Serghei Duve: Bright Memory
This series started out as a personal search for clues and a documentation of private life, but transformed into a narrative about complex correlations with political relevance. Born in the Republic of Moldova, the German photographer reveals his family’s close ties to their former homeland of Transnistria, a territory without international recognition. A multi-layered body of work dealing with identity and origin, everyday life and politics.
A land with its own government, currency, administration and around 375,000 citizens, yet unrecognised as a sovereign state by any other country or international organisation: Transnistria, located on the Moldovan-Ukrainian border north of the Dniester River and officially considered part of the Republic of Moldova, declared its independence in 1990 following the fall of the Soviet Union. As such it is only supported by Russia.
For photographer Serghei Duve’s family, Transnistria is much more that a country with an unresolved status: even after emigrating to Germany 25 years ago, his parents still consider it home, a place for summer holidays, to visit family and friends. The whole region is defined by migration – some are drawn towards the west, others towards Russia. This means that the population is in constant decline, yet for most the emotional connection remains of existential importance. It is a feeling that Duve considers is best defined by the Russian saying swetlaja pamjat – bright memory – words used following the death of a loved one, speaking of the beauty and warmth of memories that remain after a loss. Over many years, the photographer has experienced his own family’s similar feelings towards the homeland they left behind.
“In my photography, I try to show familiar, everyday life in a place marked by nostalgia, division and complexity.”
Even though his parents moved to Hanover back in the year 2000, they still see themselves as Russian and consider Transnistria as their actual home, as a place they long to be. With Russia’s attack on Ukraine, the situation in Transnistria has not become easier and appears to be a mirror image of other disputed territories whose borders have not been firmly established. The private becomes political – within the photographer’s family, different opinions and attitudes towards the current situation collide. Who is influenced by the Russian media; who by the international; and whose information carries most weight? The familial closeness is now all the more subject to discussions about the status of the country and also about the war in Ukraine. This is the story also told by the images in the series. And yet, this is not immediately apparent because, at first glance, we simply see everyday encounters and activities. Even so, the conversations always revolve around the future, questions of belonging, sometimes very specifically about military service or the consequences for one’s own life of the war close by.
“In my work, I try to report on personal matters, but also to draw attention to larger issues.”
The quiet images develop into a larger documentation about a historic moment. “When I report about my family, it starts out as just my family’s story,” Duve explains. “But then it turns out that other families have similar experiences and feelings.” In his pictures, the photographer gives space to contradictory truths, his portraits and still lifes combine everyday reality with feelings of nostalgia and melancholy, the warmth of memory, but also with the challenging task of determining one’s own position.
Serghei Duve’s series was submitted by the Hanover University of Applied Sciences and Arts, Falculty of Photojournalism and Documentary Photography.

Serghei Duve
was born in Chișinău, Moldova in 1999. His parents moved the family to Germany when he was one year old. While he attended German kindergarten and school, he grew up in a Russian household, speaking Russian with his parents. His interest in photography began when he received a camera for his tenth birthday. He has been studying Visual Journalism and Documentary Photography at the Hanover University of Applied Sciences and Arts since 2021.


What this task involves:
Search the data for the word "time" and copy every line that contains it.

------ Data provided

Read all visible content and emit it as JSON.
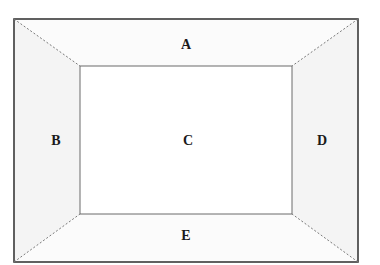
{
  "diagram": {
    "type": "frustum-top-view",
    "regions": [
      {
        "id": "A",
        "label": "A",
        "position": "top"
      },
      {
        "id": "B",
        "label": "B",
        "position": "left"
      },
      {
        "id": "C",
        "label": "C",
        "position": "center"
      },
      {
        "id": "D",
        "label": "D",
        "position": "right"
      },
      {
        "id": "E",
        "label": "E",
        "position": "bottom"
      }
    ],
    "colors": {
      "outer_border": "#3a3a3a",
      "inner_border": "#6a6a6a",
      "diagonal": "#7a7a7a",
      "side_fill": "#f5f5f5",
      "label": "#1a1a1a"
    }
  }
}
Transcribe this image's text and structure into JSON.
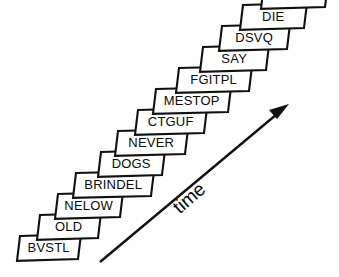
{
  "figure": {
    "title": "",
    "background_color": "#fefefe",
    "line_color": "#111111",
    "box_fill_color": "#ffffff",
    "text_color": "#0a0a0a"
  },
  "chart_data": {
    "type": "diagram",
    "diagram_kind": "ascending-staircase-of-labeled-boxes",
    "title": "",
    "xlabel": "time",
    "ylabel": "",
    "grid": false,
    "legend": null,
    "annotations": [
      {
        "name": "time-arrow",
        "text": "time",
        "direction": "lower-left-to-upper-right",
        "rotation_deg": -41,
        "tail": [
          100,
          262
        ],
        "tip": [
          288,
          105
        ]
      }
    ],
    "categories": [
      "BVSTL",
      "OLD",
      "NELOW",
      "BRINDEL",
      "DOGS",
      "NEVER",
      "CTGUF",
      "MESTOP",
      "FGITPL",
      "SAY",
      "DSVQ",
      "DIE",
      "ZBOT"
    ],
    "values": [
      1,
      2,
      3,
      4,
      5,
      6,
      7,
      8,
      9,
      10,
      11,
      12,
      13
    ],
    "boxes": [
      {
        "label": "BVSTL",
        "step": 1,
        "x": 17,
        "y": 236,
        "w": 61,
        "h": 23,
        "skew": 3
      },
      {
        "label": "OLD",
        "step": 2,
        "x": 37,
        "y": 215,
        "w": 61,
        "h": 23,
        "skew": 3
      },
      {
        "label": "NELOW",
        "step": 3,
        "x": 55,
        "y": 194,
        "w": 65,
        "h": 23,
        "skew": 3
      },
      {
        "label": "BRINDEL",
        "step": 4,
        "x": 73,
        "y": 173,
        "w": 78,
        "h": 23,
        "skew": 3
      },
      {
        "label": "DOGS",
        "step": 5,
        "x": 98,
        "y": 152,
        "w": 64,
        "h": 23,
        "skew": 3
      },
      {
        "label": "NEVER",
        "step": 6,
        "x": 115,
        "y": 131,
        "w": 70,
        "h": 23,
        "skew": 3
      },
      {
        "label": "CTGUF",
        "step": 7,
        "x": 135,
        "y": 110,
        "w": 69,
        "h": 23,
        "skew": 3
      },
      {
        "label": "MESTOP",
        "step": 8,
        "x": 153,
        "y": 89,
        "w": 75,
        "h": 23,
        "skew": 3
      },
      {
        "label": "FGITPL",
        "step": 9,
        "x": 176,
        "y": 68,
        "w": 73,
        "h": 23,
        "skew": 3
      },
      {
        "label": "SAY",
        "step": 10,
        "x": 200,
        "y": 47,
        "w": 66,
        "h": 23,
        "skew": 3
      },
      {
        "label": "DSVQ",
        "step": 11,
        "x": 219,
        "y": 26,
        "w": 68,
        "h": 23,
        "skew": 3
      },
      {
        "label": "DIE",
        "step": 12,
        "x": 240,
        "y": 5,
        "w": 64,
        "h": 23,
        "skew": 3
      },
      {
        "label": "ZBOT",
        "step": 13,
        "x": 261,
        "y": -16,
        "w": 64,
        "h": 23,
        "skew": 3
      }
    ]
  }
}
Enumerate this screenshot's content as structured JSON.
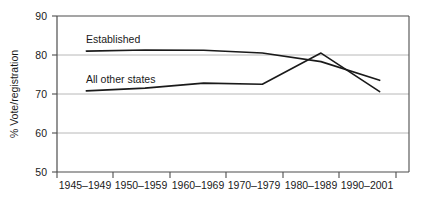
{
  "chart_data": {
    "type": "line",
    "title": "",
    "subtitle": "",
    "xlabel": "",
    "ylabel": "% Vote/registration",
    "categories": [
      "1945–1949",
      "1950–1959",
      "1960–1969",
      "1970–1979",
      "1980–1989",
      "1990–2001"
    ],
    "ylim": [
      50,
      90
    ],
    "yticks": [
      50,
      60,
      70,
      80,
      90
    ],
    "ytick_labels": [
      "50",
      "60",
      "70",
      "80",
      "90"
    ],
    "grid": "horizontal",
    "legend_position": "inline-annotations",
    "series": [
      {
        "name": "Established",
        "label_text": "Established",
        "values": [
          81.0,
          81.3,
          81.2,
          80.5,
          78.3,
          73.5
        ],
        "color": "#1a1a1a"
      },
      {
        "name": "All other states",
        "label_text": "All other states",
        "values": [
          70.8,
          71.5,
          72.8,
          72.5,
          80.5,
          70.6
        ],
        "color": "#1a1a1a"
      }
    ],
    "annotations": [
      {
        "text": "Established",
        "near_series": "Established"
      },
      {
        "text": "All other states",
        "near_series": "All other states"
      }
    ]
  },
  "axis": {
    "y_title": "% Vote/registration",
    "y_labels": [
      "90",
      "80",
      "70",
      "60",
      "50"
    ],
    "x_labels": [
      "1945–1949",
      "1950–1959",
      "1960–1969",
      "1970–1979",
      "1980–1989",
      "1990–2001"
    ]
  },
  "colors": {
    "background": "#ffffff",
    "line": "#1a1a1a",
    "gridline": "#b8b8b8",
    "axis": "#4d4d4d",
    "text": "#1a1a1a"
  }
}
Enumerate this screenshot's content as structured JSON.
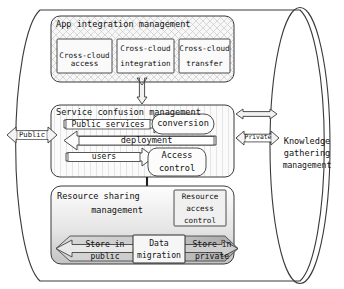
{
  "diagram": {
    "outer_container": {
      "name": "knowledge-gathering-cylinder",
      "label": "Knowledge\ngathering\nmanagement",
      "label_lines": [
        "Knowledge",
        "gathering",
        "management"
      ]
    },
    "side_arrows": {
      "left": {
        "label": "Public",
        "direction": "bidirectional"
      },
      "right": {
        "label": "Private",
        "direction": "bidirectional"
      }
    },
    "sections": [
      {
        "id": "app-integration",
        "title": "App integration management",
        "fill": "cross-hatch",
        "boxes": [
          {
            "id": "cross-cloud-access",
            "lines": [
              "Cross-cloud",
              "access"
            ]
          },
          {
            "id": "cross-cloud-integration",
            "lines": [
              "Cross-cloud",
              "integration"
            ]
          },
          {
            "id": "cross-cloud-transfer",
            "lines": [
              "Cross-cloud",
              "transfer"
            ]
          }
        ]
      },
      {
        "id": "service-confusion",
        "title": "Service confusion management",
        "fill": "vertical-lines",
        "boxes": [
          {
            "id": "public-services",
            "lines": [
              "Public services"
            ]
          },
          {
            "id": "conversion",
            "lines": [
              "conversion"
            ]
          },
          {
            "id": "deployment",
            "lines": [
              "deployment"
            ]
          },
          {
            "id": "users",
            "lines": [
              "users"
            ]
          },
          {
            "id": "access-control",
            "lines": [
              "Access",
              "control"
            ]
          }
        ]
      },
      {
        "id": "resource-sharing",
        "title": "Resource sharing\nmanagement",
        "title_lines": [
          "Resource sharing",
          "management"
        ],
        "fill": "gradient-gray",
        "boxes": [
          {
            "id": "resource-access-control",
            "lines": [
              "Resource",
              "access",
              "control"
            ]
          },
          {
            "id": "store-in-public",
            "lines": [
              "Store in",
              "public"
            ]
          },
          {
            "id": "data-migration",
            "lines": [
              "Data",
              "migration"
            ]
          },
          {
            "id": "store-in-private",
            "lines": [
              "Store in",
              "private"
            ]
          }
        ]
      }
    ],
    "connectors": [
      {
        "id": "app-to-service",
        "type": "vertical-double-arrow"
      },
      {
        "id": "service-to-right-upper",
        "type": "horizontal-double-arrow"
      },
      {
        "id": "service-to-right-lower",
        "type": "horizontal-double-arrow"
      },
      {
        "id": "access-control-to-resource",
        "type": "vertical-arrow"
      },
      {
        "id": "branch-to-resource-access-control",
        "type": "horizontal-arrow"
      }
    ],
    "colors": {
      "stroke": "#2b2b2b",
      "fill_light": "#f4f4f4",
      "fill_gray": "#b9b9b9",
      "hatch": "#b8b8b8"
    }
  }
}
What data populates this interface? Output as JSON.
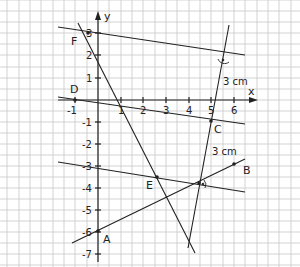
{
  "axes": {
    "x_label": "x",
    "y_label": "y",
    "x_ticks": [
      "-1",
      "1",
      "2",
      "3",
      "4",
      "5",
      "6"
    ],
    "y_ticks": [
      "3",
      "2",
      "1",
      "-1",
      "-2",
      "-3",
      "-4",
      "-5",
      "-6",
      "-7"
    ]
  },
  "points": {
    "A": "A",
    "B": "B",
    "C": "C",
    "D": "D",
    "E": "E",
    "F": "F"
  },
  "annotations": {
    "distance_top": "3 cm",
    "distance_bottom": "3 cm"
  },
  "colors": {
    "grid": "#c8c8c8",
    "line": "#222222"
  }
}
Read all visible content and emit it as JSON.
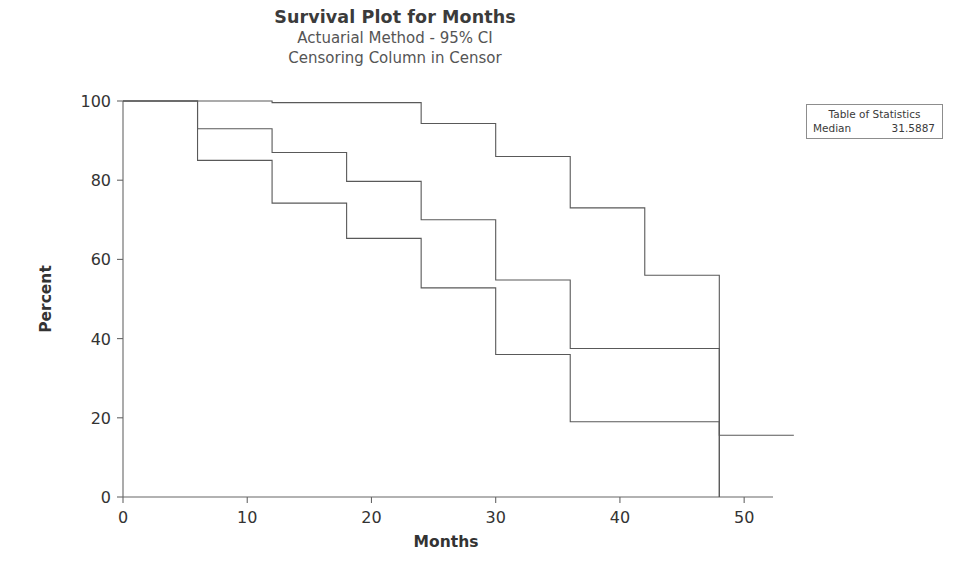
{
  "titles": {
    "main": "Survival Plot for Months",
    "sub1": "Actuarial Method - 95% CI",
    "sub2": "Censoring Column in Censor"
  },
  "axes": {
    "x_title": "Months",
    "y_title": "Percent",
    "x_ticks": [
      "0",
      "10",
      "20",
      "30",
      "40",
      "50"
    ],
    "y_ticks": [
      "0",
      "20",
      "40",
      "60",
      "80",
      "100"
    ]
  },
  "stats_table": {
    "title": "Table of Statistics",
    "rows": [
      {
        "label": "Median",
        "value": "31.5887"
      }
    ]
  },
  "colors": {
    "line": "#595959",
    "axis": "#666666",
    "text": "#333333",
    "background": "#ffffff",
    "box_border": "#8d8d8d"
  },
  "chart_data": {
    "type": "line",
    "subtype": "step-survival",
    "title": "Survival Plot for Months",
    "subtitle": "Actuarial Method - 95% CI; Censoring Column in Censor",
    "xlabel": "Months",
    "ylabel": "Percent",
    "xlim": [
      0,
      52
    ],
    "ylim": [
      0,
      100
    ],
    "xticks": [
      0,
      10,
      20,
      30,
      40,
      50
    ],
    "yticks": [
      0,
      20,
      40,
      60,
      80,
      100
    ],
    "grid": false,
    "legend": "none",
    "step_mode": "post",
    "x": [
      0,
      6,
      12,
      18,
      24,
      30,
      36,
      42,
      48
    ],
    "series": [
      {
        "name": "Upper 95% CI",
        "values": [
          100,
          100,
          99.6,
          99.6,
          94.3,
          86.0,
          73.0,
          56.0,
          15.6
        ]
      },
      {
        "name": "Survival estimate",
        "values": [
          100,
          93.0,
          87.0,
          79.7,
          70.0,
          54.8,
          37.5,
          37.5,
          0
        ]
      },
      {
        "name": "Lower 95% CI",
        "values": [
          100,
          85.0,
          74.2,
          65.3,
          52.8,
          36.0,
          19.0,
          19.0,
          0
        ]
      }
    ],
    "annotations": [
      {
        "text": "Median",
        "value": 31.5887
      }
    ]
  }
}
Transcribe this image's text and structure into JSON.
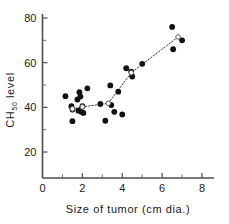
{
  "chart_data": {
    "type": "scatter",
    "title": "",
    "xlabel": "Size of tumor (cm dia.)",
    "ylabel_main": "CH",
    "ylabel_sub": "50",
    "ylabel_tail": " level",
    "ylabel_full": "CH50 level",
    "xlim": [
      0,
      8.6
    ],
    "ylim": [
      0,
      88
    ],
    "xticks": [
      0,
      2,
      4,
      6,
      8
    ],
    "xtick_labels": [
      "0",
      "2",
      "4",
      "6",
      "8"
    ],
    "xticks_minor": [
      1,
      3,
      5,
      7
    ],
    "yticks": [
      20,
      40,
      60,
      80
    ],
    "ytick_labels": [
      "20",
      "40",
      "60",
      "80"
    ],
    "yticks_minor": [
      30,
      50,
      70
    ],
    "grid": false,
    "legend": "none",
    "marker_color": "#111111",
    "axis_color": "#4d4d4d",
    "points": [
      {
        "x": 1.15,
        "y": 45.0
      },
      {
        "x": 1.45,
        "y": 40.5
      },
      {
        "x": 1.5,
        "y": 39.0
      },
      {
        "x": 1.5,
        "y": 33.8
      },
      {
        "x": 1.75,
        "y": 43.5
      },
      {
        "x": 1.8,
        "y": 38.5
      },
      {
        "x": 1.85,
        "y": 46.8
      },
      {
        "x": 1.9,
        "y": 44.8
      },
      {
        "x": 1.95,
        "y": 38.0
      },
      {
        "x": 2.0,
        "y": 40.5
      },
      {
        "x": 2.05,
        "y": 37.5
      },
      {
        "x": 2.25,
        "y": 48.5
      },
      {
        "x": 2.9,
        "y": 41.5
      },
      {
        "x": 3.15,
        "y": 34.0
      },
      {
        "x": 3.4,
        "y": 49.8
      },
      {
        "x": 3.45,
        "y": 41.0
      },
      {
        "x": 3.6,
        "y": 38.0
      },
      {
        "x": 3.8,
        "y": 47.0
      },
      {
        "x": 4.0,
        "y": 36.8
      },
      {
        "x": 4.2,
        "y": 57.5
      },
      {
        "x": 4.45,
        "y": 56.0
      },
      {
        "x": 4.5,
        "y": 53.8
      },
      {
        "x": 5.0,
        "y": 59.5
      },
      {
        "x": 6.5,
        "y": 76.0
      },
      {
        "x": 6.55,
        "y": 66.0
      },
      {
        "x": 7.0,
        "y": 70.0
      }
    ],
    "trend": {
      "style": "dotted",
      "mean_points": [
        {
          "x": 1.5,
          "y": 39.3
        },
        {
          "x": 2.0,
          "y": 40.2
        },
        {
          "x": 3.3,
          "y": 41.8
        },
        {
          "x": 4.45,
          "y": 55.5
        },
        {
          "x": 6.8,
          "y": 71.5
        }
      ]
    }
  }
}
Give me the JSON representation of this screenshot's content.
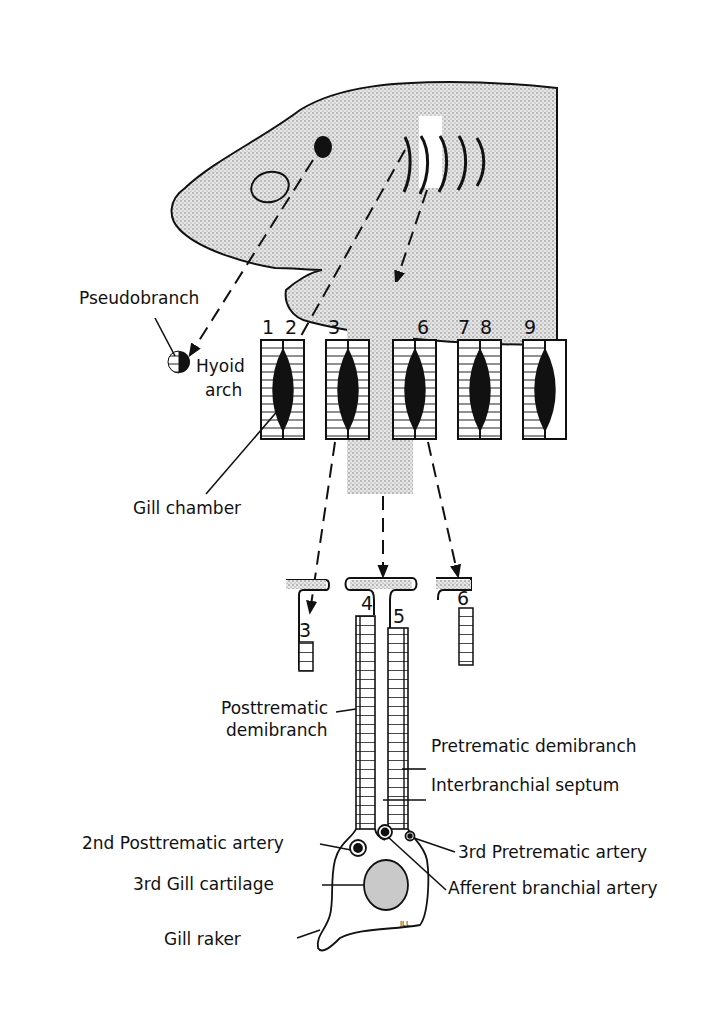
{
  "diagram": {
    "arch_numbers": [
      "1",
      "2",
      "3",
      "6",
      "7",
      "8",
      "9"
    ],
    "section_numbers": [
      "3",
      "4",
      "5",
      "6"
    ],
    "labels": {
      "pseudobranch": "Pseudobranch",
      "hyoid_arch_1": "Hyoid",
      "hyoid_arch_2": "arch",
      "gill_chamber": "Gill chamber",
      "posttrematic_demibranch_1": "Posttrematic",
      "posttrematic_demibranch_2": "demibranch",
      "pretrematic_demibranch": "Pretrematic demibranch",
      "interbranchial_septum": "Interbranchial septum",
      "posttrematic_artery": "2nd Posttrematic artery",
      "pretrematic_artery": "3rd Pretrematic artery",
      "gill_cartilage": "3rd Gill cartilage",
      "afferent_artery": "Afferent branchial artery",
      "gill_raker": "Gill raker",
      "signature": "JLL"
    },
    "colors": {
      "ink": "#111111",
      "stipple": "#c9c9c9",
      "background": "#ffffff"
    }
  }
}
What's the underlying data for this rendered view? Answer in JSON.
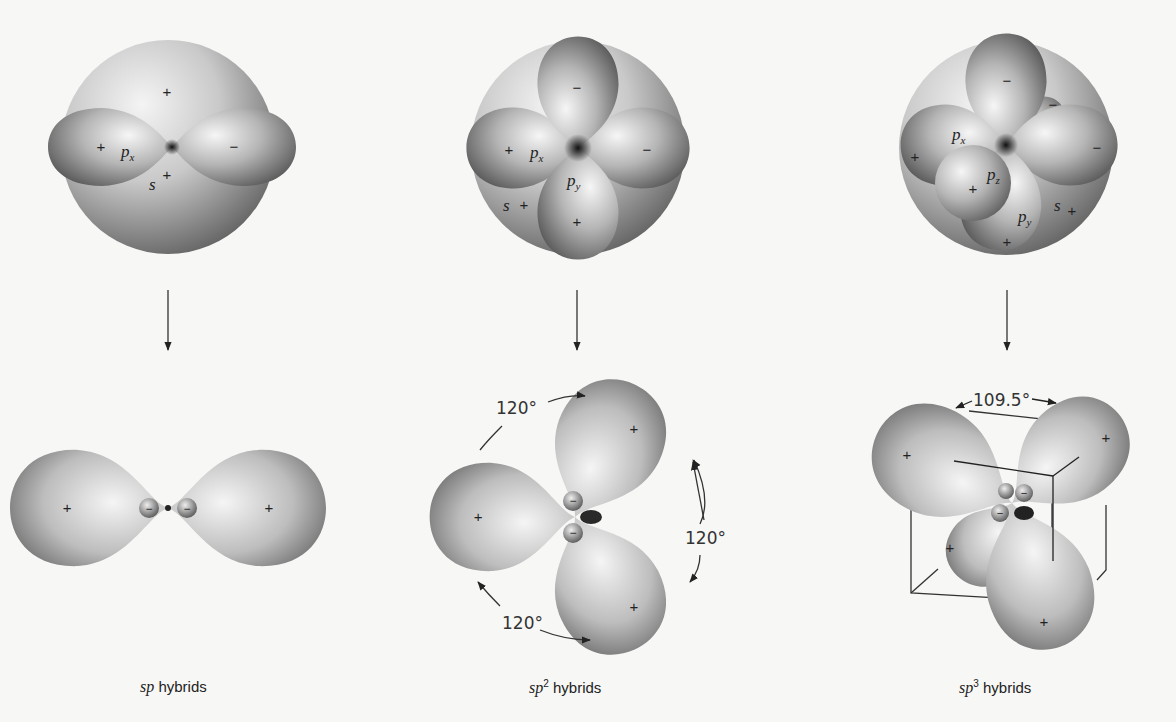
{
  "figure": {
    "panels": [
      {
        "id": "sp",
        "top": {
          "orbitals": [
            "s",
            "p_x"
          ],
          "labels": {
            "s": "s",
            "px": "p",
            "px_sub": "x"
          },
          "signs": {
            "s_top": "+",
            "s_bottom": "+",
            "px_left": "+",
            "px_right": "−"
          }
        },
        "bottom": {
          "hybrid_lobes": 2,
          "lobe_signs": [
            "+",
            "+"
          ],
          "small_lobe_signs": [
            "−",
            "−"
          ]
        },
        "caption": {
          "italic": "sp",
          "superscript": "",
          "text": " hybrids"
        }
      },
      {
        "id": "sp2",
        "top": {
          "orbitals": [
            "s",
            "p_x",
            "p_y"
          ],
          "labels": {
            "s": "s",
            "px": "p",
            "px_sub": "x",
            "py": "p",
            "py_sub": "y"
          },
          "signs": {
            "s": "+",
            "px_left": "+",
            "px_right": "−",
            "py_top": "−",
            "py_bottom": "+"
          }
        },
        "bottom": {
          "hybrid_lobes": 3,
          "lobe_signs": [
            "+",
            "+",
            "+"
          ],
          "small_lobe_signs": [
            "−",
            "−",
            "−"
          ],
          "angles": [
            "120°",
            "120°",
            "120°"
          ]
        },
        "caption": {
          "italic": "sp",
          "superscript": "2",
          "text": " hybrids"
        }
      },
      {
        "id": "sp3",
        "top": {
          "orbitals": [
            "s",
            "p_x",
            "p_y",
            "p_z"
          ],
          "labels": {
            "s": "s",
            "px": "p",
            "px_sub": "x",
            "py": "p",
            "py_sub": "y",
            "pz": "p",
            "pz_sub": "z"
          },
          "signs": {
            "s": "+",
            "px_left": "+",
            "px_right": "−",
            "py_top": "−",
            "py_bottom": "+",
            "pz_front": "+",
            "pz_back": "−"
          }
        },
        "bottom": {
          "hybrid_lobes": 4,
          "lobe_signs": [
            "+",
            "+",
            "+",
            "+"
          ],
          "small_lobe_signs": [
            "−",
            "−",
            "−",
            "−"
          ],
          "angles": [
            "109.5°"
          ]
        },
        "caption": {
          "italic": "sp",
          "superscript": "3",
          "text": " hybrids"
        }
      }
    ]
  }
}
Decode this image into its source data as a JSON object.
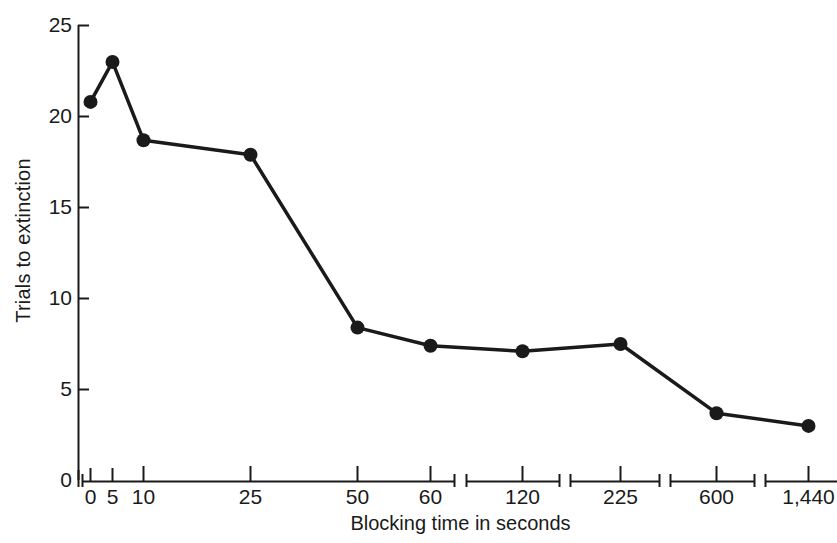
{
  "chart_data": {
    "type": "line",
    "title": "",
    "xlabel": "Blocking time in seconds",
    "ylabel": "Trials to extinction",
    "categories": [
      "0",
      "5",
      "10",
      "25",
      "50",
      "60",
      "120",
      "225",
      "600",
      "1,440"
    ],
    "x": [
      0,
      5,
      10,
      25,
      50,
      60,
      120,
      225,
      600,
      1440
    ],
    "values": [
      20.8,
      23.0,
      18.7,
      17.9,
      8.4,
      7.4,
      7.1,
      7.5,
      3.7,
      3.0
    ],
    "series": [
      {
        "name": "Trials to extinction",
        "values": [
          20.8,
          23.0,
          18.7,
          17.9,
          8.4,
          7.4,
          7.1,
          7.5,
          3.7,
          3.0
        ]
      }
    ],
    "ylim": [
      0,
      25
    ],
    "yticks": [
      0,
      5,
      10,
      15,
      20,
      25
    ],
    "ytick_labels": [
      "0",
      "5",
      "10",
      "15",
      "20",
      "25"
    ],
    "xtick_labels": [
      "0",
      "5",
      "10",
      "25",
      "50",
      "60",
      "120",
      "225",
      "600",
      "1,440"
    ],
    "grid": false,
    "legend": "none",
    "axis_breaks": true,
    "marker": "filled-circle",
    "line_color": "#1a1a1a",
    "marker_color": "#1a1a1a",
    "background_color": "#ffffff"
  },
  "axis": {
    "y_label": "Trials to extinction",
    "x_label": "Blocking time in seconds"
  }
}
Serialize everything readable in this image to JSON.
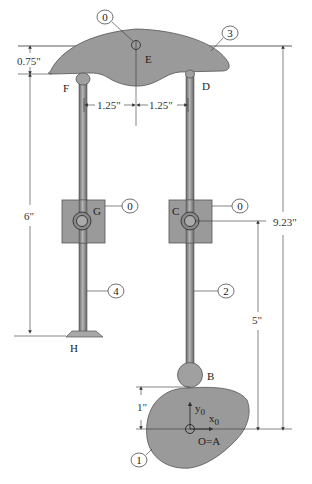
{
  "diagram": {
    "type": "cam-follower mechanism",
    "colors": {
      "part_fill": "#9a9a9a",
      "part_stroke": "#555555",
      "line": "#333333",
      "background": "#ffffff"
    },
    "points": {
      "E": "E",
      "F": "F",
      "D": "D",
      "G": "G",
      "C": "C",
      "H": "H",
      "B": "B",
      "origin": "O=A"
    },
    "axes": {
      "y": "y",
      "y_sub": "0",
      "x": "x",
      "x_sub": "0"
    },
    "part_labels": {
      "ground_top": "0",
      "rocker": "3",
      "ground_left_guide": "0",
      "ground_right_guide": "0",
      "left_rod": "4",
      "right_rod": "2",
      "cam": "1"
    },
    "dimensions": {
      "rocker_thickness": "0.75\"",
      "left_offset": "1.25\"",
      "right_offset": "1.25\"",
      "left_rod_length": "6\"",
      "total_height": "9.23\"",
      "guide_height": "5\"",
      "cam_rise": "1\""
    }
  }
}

------------

Answer to the exercise:
    "xlabel": "time",
        "name": "time-arrow",
        "text": "time",
    "xlabel": "Blocking time in seconds",
    "x_label": "Blocking time in seconds"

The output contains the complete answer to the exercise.